In truth, however, “One Battle” is anything but a downer. Full of comedic flourish, it maintains a rigorous distance that makes it impossible to make snap judgments about its characters, and that makes all the difference – especially with characters like DiCaprio’s protective dad, whose behavior sometimes feels toxic from a certain point of view. And though it’s a movie which has no qualms about showing us terrifying things we would rather not see, it somehow comes off better in the end than it might have done by making everything feel safe.
“Safe” is something we are never allowed to feel in Anderson’s outlandish action adventure, even at an intellectual level; even if we can laugh at some of its over-the-top flourishes or find emotional (or ideological) satisfaction in the way things ultimately play out, we can’t walk away from it without feeling the dread that comes from recognizing the ugly truths behind its satirical absurdities. In the end, it’s all too real, too familiar, too dire for us not to be unsettled. After all, it’s only a movie, but the things it shows us are not far removed from the world outside our doors.
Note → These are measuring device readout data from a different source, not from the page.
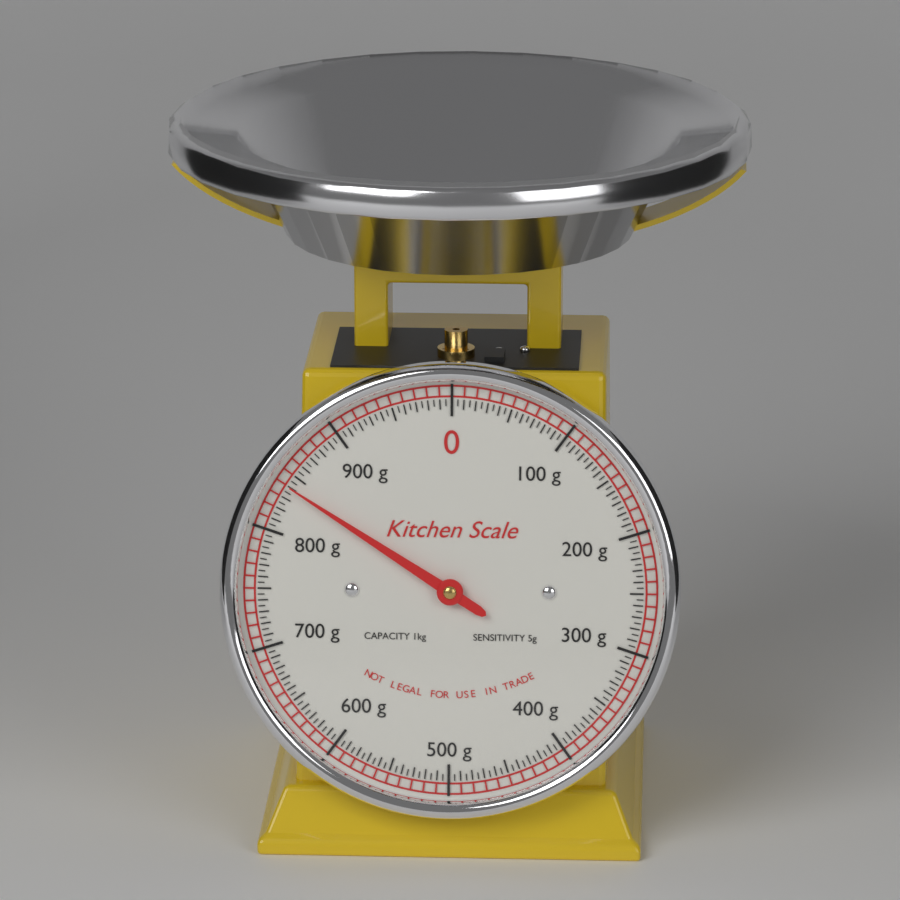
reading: 840 g
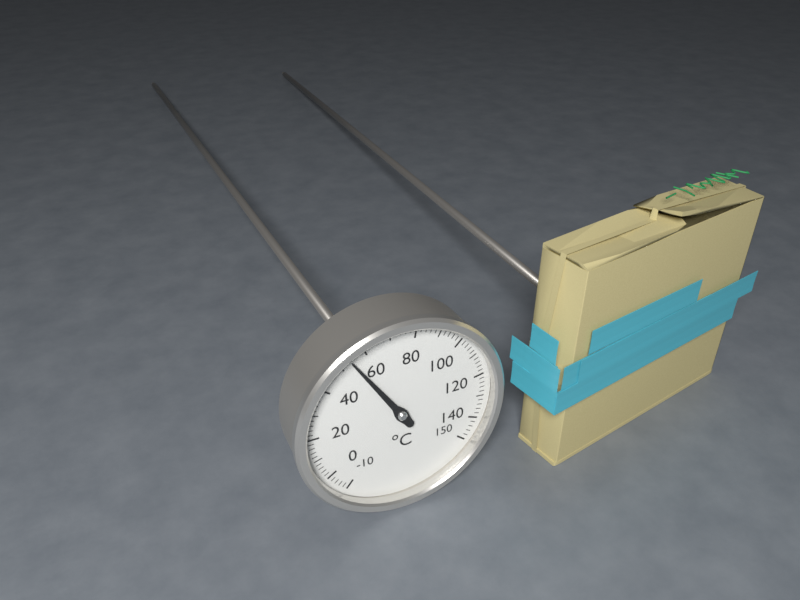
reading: 54 °C
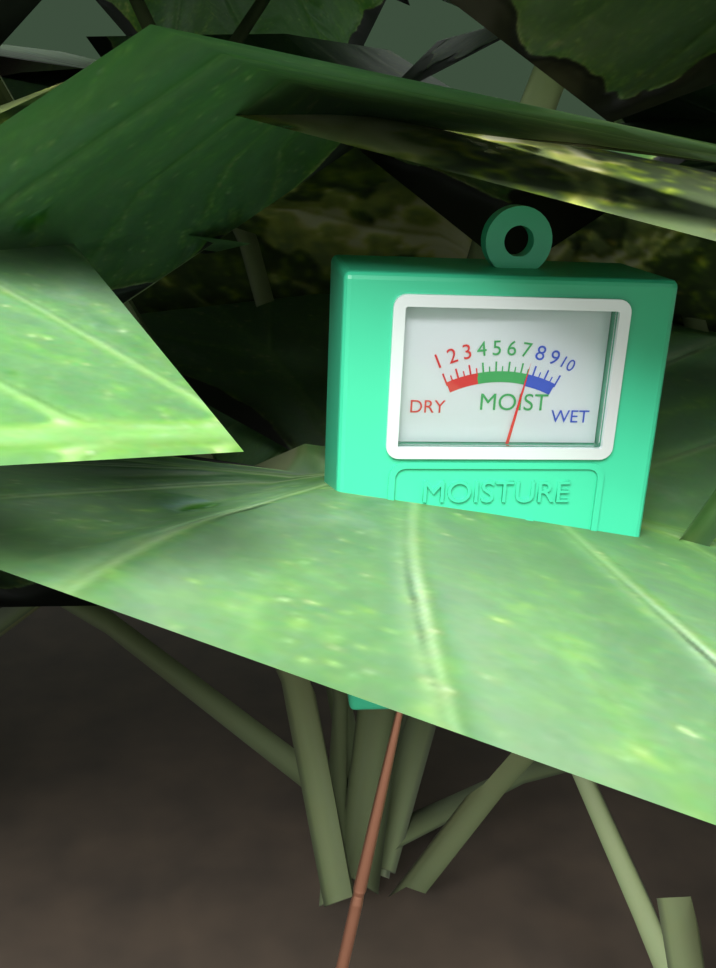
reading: 7.5 (no unit)
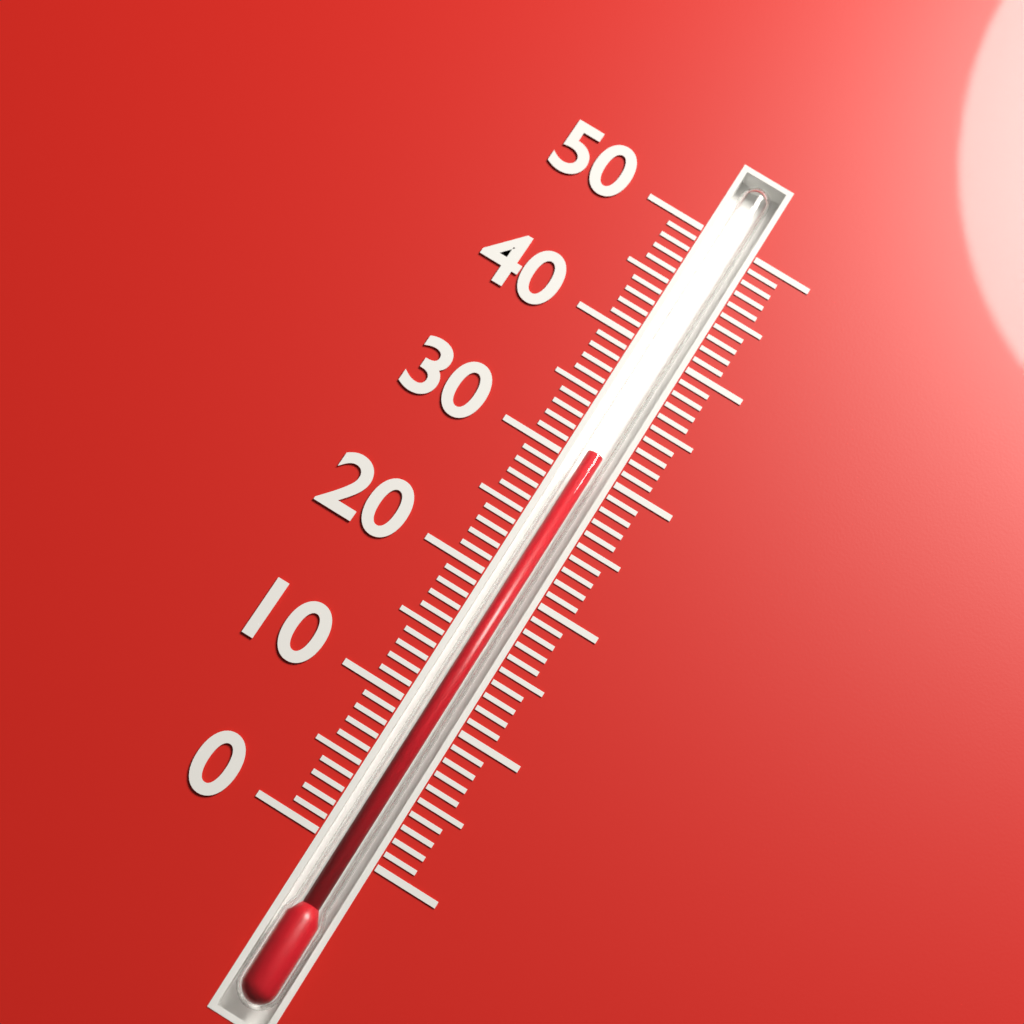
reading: 31 (no unit)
Indeed, they’re getting closer every day.
Visually masterful, superbly performed, and flawlessly delivered by a cinematic master, it’s a movie that, like it or not, confronts us with the discomforting reality we face, and there’s nobody to save it from us but ourselves.
Sports
‘Heated Rivalry’ stars to participate in Olympic torch relay
Games to take place next month in Italy
“Heated Rivalry” stars Hudson Williams and Connor Storrie will participate in the Olympic torch relay ahead of the 2026 Winter Olympics that will take place next month in Italy.
HBO Max, which distributes “Heated Rivalry” in the U.S., made the announcement on Thursday in a press release.
The games will take place in Milan and Cortina from Feb. 6-22. The HBO Max announcement did not specifically say when Williams and Storrie will participate in the torch relay.
Bars & Parties
Here’s where to watch ‘RuPaul’s Drag Race’ with fellow fans
Entertainers TrevHER and Grey host event with live performance
Spark Social Events will host “Ru Paul’s Drag Race S18 Watch Party Hosted by Local Drag Queens” on Friday, Jan. 23 at 8 p.m.
Drag entertainers TrevHER and Grey will provide commentary and make live predictions on who’s staying and who’s going home. Stick around after the show for a live drag performance. The watch party will take place on a heated outdoor patio and cozy indoor space.
This event is free and more details are available on Eventbrite.